Discussion on GNOME’s Discourse.

Integrating OSS-Fuzz for Go-Based and Python-Based OpenPrinting Projects, by Mohammed Imaduddin

Mentors: Jiongchi Yu, George-Andrei Iosif, Dongge Liu, Till Kamppeter, Ira McDonald, Shivam Mishra

Following up from my last update, I continued my work on fuzzing ipp-usb but eventually moved away from the original “import as a library” approach. This approach had caused persistent build failures due to unexported types and methods, as well as libusb CGO linker errors, when attempting to fuzz functions like sanitizeIppResponse. Even after exporting the required methods and struct fields, importing the usb package still pulled in the USB I/O layer, which depended on hardware-specific libusb functions that were difficult to satisfy in the OSS-Fuzz container environment. After discussing this with Alexander, we agreed that turning ipp-usb into an importable Go package was not practical since it is architecturally a standalone program. The only realistic way to fuzz it would be through its external HTTP-over-USB interface, which normally requires a real IPP-over-USB device. The ideal solution would be to create a virtual IPP-over-USB device simulator, which would allow fuzzing without relying on actual hardware.
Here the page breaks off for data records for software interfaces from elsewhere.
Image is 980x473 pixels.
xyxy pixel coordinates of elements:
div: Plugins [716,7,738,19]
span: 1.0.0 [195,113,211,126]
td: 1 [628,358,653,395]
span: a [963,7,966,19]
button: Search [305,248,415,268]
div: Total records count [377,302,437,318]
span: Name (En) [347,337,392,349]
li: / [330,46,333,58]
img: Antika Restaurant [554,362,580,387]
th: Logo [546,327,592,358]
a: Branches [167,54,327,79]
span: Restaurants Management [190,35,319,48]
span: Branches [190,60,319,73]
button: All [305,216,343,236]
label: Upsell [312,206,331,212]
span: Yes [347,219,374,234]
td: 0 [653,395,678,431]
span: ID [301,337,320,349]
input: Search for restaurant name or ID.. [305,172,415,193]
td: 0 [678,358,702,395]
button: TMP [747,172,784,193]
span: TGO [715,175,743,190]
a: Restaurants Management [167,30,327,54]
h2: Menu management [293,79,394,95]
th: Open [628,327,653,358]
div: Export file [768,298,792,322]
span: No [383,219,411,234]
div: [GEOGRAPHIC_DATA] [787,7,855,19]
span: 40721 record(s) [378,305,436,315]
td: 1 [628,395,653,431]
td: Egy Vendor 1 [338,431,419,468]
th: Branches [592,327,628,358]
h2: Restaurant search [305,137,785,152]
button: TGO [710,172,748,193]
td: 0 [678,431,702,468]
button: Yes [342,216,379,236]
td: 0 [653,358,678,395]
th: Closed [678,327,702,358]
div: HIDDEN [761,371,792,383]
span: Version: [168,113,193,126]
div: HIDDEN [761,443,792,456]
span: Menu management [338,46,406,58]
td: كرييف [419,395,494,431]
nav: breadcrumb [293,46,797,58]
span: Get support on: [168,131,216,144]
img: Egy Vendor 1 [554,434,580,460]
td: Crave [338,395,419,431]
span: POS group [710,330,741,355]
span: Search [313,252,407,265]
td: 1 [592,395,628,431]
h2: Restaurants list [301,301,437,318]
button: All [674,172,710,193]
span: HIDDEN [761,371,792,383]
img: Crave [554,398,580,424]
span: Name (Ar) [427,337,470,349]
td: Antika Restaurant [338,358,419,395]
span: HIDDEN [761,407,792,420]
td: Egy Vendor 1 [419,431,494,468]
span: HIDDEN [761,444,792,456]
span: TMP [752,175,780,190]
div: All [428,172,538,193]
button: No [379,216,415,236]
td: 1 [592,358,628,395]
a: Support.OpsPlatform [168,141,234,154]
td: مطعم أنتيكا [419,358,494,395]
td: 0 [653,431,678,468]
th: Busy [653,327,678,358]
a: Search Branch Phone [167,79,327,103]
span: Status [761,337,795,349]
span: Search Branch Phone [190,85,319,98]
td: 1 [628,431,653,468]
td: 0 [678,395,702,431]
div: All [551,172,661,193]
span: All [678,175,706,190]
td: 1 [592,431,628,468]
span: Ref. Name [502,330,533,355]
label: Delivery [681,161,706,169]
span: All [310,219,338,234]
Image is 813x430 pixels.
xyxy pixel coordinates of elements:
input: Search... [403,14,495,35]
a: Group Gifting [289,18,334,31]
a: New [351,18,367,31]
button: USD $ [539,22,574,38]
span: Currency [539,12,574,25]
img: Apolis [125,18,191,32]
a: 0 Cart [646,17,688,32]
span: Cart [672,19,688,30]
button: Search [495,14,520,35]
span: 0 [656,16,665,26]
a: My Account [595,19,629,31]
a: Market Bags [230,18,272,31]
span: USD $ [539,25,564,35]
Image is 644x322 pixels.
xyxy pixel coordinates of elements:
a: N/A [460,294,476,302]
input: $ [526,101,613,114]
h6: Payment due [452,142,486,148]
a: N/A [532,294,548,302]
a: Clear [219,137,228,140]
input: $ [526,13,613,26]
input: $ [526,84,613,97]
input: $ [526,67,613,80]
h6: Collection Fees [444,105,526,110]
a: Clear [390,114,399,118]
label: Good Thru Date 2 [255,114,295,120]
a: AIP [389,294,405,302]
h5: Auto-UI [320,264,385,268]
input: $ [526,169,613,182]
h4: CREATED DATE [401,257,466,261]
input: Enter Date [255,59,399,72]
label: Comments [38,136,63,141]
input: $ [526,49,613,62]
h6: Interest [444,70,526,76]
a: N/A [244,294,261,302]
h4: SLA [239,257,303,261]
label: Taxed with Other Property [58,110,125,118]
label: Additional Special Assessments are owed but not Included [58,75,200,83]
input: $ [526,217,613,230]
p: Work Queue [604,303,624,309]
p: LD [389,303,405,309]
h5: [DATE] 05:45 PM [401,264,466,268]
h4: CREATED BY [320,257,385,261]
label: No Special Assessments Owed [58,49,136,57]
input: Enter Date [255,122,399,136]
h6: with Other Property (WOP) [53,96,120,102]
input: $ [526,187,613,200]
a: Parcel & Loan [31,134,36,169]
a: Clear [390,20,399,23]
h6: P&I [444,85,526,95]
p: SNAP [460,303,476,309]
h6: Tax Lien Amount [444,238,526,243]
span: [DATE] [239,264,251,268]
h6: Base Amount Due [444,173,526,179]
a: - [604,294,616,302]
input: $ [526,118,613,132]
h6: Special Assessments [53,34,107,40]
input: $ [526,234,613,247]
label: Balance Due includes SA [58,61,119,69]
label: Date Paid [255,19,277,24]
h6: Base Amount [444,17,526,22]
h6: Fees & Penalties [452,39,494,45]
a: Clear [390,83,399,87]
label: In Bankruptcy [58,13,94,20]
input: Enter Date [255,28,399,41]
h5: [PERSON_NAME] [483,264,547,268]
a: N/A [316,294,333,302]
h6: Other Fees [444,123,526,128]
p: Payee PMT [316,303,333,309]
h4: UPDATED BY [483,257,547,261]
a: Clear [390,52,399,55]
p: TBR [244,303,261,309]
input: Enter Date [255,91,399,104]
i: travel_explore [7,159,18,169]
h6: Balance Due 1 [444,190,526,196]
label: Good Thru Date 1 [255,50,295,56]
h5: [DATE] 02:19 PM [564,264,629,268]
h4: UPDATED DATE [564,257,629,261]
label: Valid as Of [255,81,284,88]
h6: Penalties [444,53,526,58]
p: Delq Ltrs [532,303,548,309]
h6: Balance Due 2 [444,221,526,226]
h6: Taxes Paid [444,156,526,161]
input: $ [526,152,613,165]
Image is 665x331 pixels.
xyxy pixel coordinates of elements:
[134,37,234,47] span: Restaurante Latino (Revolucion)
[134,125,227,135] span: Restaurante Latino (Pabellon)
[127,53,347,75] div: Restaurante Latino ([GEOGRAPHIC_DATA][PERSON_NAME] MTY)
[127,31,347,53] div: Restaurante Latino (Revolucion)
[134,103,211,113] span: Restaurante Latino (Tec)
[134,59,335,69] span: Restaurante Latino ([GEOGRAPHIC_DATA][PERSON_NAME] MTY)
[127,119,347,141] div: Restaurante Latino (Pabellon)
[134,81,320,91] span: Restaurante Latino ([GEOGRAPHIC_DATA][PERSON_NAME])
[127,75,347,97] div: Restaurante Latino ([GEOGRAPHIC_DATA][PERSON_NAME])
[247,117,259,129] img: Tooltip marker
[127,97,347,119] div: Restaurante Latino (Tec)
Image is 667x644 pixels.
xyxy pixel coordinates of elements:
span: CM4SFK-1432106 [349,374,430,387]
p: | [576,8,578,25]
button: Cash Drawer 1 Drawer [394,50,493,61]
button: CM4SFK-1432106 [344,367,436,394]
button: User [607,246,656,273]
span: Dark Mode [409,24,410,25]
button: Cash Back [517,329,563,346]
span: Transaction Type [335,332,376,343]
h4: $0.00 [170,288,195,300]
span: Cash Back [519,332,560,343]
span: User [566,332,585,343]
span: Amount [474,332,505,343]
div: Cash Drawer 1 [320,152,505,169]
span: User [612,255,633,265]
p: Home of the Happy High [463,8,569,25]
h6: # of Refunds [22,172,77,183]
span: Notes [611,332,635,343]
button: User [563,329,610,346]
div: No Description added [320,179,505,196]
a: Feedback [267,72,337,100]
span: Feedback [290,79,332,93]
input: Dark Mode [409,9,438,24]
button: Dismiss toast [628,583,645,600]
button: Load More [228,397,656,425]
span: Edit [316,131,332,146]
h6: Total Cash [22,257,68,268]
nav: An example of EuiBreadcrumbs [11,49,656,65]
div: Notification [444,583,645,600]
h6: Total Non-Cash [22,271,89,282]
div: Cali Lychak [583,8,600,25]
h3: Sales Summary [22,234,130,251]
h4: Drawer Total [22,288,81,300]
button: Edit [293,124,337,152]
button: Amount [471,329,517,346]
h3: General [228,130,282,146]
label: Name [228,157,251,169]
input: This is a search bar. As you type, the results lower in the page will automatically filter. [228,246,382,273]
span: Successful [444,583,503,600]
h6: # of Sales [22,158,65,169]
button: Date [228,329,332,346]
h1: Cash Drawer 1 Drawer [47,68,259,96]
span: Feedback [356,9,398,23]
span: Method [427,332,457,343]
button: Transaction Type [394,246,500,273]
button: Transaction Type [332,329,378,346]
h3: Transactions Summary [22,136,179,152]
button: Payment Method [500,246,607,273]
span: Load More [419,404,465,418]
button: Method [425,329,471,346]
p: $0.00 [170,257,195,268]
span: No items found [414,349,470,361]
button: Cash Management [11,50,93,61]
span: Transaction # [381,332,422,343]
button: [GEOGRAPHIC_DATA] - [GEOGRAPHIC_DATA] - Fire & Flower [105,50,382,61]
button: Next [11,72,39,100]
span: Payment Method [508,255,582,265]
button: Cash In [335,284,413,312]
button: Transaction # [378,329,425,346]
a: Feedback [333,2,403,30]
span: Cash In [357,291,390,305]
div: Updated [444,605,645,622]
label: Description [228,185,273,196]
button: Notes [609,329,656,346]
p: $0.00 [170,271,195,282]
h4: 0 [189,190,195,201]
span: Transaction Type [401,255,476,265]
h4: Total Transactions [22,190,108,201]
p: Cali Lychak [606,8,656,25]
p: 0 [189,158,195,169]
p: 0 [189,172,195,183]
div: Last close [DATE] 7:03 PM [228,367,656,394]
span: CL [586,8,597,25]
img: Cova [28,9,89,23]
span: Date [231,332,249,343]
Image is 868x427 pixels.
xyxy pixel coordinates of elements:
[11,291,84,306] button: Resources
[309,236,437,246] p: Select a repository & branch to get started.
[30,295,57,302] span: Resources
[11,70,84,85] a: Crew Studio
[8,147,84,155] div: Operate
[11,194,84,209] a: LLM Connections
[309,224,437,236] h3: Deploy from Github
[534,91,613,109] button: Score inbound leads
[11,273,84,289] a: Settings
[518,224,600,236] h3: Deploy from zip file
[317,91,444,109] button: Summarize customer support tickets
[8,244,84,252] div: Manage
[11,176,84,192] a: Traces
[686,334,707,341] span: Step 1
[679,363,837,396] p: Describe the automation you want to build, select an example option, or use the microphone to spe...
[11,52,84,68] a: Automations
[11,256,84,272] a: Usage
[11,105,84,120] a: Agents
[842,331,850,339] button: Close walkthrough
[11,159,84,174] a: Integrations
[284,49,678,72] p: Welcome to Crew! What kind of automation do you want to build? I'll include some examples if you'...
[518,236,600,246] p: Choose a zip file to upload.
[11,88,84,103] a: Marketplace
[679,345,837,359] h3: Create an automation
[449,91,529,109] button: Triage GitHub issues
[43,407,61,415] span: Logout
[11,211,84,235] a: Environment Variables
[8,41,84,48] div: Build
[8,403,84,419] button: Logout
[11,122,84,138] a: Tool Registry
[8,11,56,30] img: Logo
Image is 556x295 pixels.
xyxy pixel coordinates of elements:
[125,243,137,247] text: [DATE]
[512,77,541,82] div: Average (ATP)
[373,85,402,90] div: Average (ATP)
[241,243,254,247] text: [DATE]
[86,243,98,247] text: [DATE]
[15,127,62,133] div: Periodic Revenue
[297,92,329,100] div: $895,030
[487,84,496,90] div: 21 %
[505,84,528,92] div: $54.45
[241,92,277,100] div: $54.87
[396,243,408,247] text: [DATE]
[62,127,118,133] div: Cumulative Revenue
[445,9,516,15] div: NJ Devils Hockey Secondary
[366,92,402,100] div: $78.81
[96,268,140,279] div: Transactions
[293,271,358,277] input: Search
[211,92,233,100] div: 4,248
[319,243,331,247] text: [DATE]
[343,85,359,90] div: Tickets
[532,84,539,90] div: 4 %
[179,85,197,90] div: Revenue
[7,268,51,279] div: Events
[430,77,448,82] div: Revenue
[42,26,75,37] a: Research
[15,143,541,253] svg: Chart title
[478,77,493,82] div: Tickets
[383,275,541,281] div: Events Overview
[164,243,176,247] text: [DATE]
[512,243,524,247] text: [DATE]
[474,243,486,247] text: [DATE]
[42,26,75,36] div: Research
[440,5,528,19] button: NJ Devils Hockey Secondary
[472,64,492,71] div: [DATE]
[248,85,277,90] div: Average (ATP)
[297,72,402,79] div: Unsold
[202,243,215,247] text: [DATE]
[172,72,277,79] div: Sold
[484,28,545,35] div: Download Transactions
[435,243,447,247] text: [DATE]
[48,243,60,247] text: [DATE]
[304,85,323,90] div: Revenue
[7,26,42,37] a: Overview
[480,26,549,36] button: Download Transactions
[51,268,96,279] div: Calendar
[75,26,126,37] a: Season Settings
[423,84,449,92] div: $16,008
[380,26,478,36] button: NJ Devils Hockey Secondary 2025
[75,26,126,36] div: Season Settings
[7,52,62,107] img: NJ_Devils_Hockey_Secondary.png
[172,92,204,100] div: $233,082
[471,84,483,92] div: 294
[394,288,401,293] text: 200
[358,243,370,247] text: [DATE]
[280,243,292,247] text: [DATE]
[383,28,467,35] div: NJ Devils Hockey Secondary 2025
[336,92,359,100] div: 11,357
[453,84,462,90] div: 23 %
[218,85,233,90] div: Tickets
I began working on this by experimenting with usbip and the VirtualUSBDevice project to simulate an IPP-over-USB device. The goal was to implement a black-box fuzzing setup in which the fuzzer feeds input to the simulated device, the ipp-usb daemon runs and connects to it, and the fuzzed data is injected into the communication loop for processing. This architecture would allow monitoring the entire interaction for crashes while avoiding direct hardware dependencies. As part of this setup, I successfully created the required build.sh and oss_fuzz_build.sh scripts to compile both the ipp-usb daemon and the emulator. With these changes, the build for both AFL++ and libFuzzer engines now completes successfully without the previous linker errors.

At runtime, however, AFL++ failed because it expects a binary fuzz target, whereas my setup was driven by a shell script. My initial plan was to create a small C++ wrapper to bridge the gap, but instead I decided to switch to libFuzzer, which provided a cleaner and simpler implementation for the black-box approach. With libFuzzer, I was able to write Go-native fuzz drivers that directly launch the ipp-usb binary and communicate with it during fuzzing. I implemented three main drivers: daemon_fuzzer.go, which starts the ipp-usb binary and fuzzes its /ipp/print HTTP endpoint with malformed requests; usb_fuzzer.go, which targets USB protocol parsing logic; and http_client_fuzzer.go, which fuzzes the HTTP client against malformed printer responses.

This new setup now runs without the earlier importability or linking issues and keeps the fuzzing pipeline entirely black-box while still targeting key functionality in ipp-usb. I have created a PR to OSS-Fuzz for this integration.

Links:
OSS-Fuzz PR: https://github.com/google/oss-fuzz/pull/13815
IPP-over-USB emulation: https://github.com/OpenPrinting/go-mfp/tree/master/proto/usbip

Mohammed’s work is going as pull requests into OpenPrinting’s “fuzzing” repository. Here are the pull requests which are already merged. Mohammed’s user name on GitHub is “mdimado”.

Modernize OpenPrinting Website with Next.js, by Rudra Pratap Singh

Mentors: Till Kamppeter, Zdenek Dohnal, Deepak Patankar, Bhavanishankar Ravindra

Rudra is concluding his internship this week (Aug 22). He will actually start his GSoC work now. His final submission deadline is moved to November.